Oliver E J Wing

and 20 more

Global flood mapping has developed rapidly over the past decade, but previous approaches have limited scope, function, and accuracy. These limitations restrict the applicability and fundamental science questions that can be answered with existing model frameworks. Harnessing recently available data and modelling methods, this paper presents a new global ~30 m resolution Global Flood Map (GFM) with complete coverage of fluvial, pluvial, and coastal perils, for any return period or climate scenario, including accounting for uncertainty. With an extensive compilation of global benchmark case studies – ranging from locally collected event water levels, to national inventories of engineering flood maps – we execute a comprehensive validation of the new GFM. For flood extent comparisons, we demonstrate that the GFM achieves a critical success index of ~0.75. In the more discriminatory tests of flood water levels, the GFM deviates from observations by ~0.6 m on average. Results indicating this level of global model fidelity are unprecedented in the literature. With an optimistic scenario of future warming (SSP1-2.6), we show end-of-century global flood hazard increases are limited to 9% (likely range -6–29%); this is within the likely climatological uncertainty of -8–12% in the current hazard estimate. In contrast, pessimistic scenario (SSP5-8.5) hazard changes emerge from the background noise in the 2040s, rising to a 49% (likely range of 7–109%) increase by 2100. This work verifies the fitness-for-purpose of this new-generation GFM for impact analyses with a variety of beneficial applications across policymaking, planning, and commercial risk assessment.
Flood inundation modelling across large data sparse areas has been increasing in recent years, driven by a desire to provide hazard information for a wider range of locations. The sophistication of these models has steadily advanced over the past decade due to improvements in remote sensing and modelling capability. There are now several global flood models (GFMs) that seek to simulate water surface dynamics across all rivers and floodplains regardless of data scarcity. However, flood models in data sparse areas lack river bathymetry because this cannot be observed remotely, meaning that a variety of methods for approximating river bathymetry have been developed from uniform flow or downstream hydraulic geometry theory. We argue that bathymetry estimation in these models should follow gradually varying flow theory to account for both uniform and nonuniform flows. We demonstrate that existing methods for bathymetry estimation in GFM’s are only accurate for kinematic reaches and are unable to simulate unbiased water surface profiles for reaches with diffusive or shallow water wave properties. The use of gradually varied flow theory to estimate bathymetry in a GFM reduced water surface profile errors by 66% and eliminated bias due to backwater effects. For a large-scale test case in Mozambique this reduced flood extends by 40% and floodplain storage by 79% at the 1 in 5 year return period. The results have significant implications for the role floodplains play in attenuating river discharges because previous GFM’s based on uniform flow theory will overstate the role of the floodplain.

Paul D Bates

and 28 more

This paper reports a new and significantly enhanced analysis of US flood hazard at 30m spatial resolution. Specific improvements include updated hydrography data, new methods to determine channel depth, more rigorous flood frequency analysis, output downscaling to property tract level and inclusion of the impact of local interventions in the flooding system. For the first time we consider pluvial, fluvial and coastal flood hazards within the same framework and provide projections for both current (rather than historic average) conditions and for future time periods centred on 2035 and 2050 under the RCP4.5 emissions pathway. Validation against high quality local models and the entire catalogue of FEMA 1% annual probability flood maps yielded Critical Success Index values in the range 0.69-0.82. Significant improvements over a previous pluvial/fluvial model version are shown for high frequency events and coastal zones, along with minor improvements in areas where model performance was already good. The result is the first comprehensive and consistent national scale analysis of flood hazard for the conterminous US for both current and future conditions. Even though we consider a stabilization emissions scenario and a near future time horizon we project clear patterns of changing flood hazard (-3.8 to +16% changes in 100yr inundated area at 1° scale), that are significant when considered as a proportion of the land area where human use is possible or in terms of the currently protected land area where the standard of flood defence protection may become compromised by this time.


» **PROBLEM DESCRIPTION**: Return all the lines below, exactly as they read.

» **GIVEN RECORDS**:
☆ ☆ ☆ ☆ ☆ ☆ ☆
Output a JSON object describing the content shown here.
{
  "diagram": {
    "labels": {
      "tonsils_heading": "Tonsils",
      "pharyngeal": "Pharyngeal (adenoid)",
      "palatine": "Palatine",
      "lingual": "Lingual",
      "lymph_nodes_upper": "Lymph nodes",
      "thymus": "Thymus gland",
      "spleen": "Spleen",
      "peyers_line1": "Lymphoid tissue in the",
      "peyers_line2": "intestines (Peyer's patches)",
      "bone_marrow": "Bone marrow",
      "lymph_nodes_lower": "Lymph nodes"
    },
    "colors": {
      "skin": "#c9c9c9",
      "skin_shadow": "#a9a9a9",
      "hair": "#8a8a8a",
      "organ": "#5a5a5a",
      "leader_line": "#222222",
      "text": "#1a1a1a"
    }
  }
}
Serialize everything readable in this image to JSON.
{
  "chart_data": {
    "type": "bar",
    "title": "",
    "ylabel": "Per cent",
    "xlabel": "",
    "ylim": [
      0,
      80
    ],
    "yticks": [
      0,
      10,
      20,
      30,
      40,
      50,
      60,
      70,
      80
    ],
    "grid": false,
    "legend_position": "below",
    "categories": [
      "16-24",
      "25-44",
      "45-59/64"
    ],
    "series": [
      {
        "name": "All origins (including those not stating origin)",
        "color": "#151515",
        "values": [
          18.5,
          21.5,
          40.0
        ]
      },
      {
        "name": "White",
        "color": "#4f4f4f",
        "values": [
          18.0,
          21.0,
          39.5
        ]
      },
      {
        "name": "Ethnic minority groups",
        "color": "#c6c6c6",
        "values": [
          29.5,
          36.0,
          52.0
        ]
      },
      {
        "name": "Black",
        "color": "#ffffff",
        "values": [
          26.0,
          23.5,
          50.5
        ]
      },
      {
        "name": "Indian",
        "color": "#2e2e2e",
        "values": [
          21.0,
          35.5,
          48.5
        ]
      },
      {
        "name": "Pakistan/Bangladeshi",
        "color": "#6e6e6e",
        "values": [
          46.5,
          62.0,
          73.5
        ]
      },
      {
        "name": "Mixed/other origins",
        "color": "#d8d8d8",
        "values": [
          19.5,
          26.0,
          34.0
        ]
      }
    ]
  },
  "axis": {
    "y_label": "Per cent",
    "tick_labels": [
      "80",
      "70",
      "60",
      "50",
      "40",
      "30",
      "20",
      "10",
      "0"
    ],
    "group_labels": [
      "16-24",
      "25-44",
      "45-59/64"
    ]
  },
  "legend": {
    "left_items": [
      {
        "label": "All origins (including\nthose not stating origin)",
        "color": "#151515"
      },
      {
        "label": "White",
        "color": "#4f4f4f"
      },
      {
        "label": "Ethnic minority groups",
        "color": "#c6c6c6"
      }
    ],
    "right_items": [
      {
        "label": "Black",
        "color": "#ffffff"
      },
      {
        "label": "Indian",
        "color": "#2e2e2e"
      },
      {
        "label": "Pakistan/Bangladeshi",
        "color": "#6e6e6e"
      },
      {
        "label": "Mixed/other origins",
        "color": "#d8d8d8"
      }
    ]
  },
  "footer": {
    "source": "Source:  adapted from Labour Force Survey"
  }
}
☆ ☆ ☆ ☆ ☆ ☆ ☆
» **RESULT BELOW**:
Output a JSON object describing the content shown here.
{
  "diagram": {
    "labels": {
      "tonsils_heading": "Tonsils",
      "pharyngeal": "Pharyngeal (adenoid)",
      "palatine": "Palatine",
      "lingual": "Lingual",
      "lymph_nodes_upper": "Lymph nodes",
      "thymus": "Thymus gland",
      "spleen": "Spleen",
      "peyers_line1": "Lymphoid tissue in the",
      "peyers_line2": "intestines (Peyer's patches)",
      "bone_marrow": "Bone marrow",
      "lymph_nodes_lower": "Lymph nodes"
    },
    "colors": {
      "skin": "#c9c9c9",
      "skin_shadow": "#a9a9a9",
      "hair": "#8a8a8a",
      "organ": "#5a5a5a",
      "leader_line": "#222222",
      "text": "#1a1a1a"
    }
  }
}
Serialize everything readable in this image to JSON.
{
  "chart_data": {
    "type": "bar",
    "title": "",
    "ylabel": "Per cent",
    "xlabel": "",
    "ylim": [
      0,
      80
    ],
    "yticks": [
      0,
      10,
      20,
      30,
      40,
      50,
      60,
      70,
      80
    ],
    "grid": false,
    "legend_position": "below",
    "categories": [
      "16-24",
      "25-44",
      "45-59/64"
    ],
    "series": [
      {
        "name": "All origins (including those not stating origin)",
        "color": "#151515",
        "values": [
          18.5,
          21.5,
          40.0
        ]
      },
      {
        "name": "White",
        "color": "#4f4f4f",
        "values": [
          18.0,
          21.0,
          39.5
        ]
      },
      {
        "name": "Ethnic minority groups",
        "color": "#c6c6c6",
        "values": [
          29.5,
          36.0,
          52.0
        ]
      },
      {
        "name": "Black",
        "color": "#ffffff",
        "values": [
          26.0,
          23.5,
          50.5
        ]
      },
      {
        "name": "Indian",
        "color": "#2e2e2e",
        "values": [
          21.0,
          35.5,
          48.5
        ]
      },
      {
        "name": "Pakistan/Bangladeshi",
        "color": "#6e6e6e",
        "values": [
          46.5,
          62.0,
          73.5
        ]
      },
      {
        "name": "Mixed/other origins",
        "color": "#d8d8d8",
        "values": [
          19.5,
          26.0,
          34.0
        ]
      }
    ]
  },
  "axis": {
    "y_label": "Per cent",
    "tick_labels": [
      "80",
      "70",
      "60",
      "50",
      "40",
      "30",
      "20",
      "10",
      "0"
    ],
    "group_labels": [
      "16-24",
      "25-44",
      "45-59/64"
    ]
  },
  "legend": {
    "left_items": [
      {
        "label": "All origins (including\nthose not stating origin)",
        "color": "#151515"
      },
      {
        "label": "White",
        "color": "#4f4f4f"
      },
      {
        "label": "Ethnic minority groups",
        "color": "#c6c6c6"
      }
    ],
    "right_items": [
      {
        "label": "Black",
        "color": "#ffffff"
      },
      {
        "label": "Indian",
        "color": "#2e2e2e"
      },
      {
        "label": "Pakistan/Bangladeshi",
        "color": "#6e6e6e"
      },
      {
        "label": "Mixed/other origins",
        "color": "#d8d8d8"
      }
    ]
  },
  "footer": {
    "source": "Source:  adapted from Labour Force Survey"
  }
}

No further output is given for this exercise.